Even in the best of times, a walk past this house can make me a tad tetchy. Picture me, then, trudging along two nights ago, my mood growing ever darker as the roaches scuttled underfoot and the mosquitoes flicked along my hairline. Rowan and I had just turned the corner of the Rich People's compound when--yipyipyipyip--up behind their iron fence bounced a pair of dog-like objects, little moppish creatures who careened against each other and hurtled themselves against the fence, growling and yowling and yipping at Rowan in furious passion. Oh fuck off, I scowled.

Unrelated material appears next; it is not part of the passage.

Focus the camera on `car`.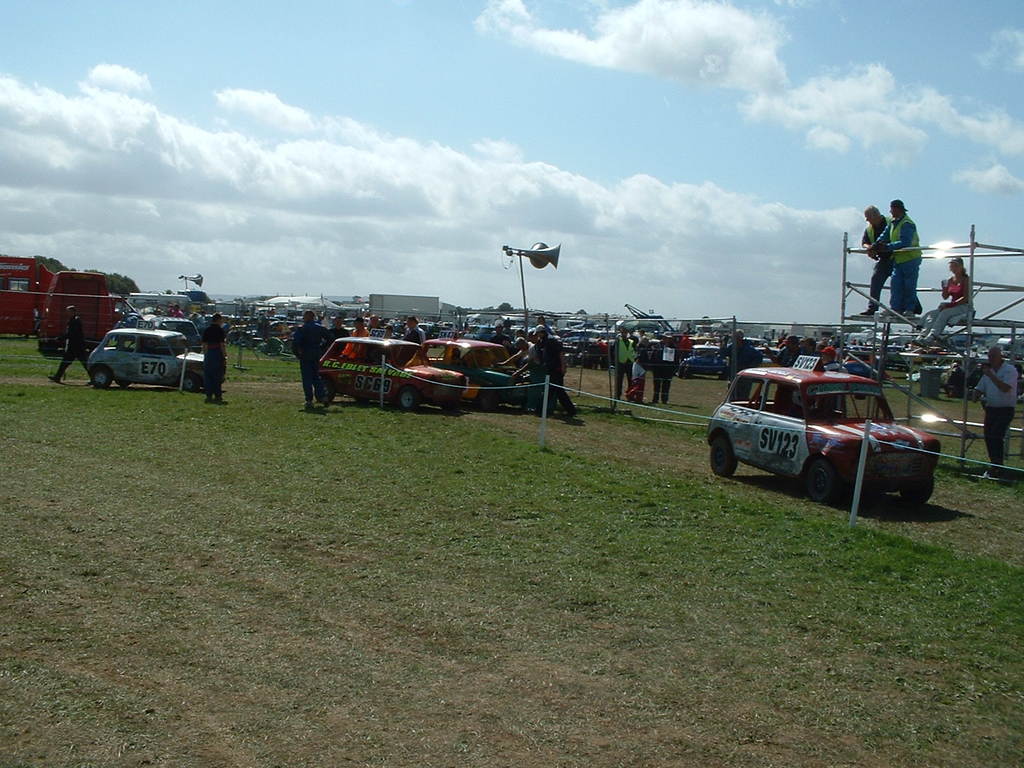
Focus region: <region>319, 343, 467, 415</region>.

And then I looked at Rowan. He's an old dog. Nervous. Usually not very interested in other dogs, particularly small, jumpy dogs. But there he stood in the moonlight, all 65 pounds of him, looking down at these bouncing balls of fluff, with his head cocked, his ears up and friendly, his tail wagging eagerly, even joyfully. To my astonishment, this normally mournful-looking dog actually appeared to be smiling. And then, still smiling, he turned to me, and his gaze contained a look of affection and acceptance so powerful that it embraced these yapping, leaping doggy mops, and me, and the Rich People, and Keith, and the entirety of the universe. For a moment, just for a moment, we were all enfolded, knit together, made one and made well.

Then Rowan peed and we walked on.

Sunday, August 1, 2010

The Queen Goes Shopping

I've finally solved a mystery that has been perplexing me for years: Where does the Queen of England get those dresses and handbags? Now I know. From a small coastal town in Norfolk called Sheringham. Like all coastal British towns, Sheringham bulges with tea shops and fish-n-chippies and ice cream counters and hopeful watercolorists. Unusually, however (at least in my experience, and I actually do have some experience in British beach holidays--much more so, bizarrely, than most of the natives of my acquaintance, who flee to Spain or Egypt or Thailand for their seaside getaways), Sheringham also includes a large number of ladies' clothing shops, all frozen somewhere in the mid-1950s.

So now I know. In the off-season, Her Maj must scutter on down and load up the Rolls with heaps of flowered frocks and boxy handbags. Maybe she stops at Ye Olde Tea Shoppe for a herring bap or a bacon buttie, and then strolls along the promenade and watches the waves. I hope so. I'm sure it would do her good.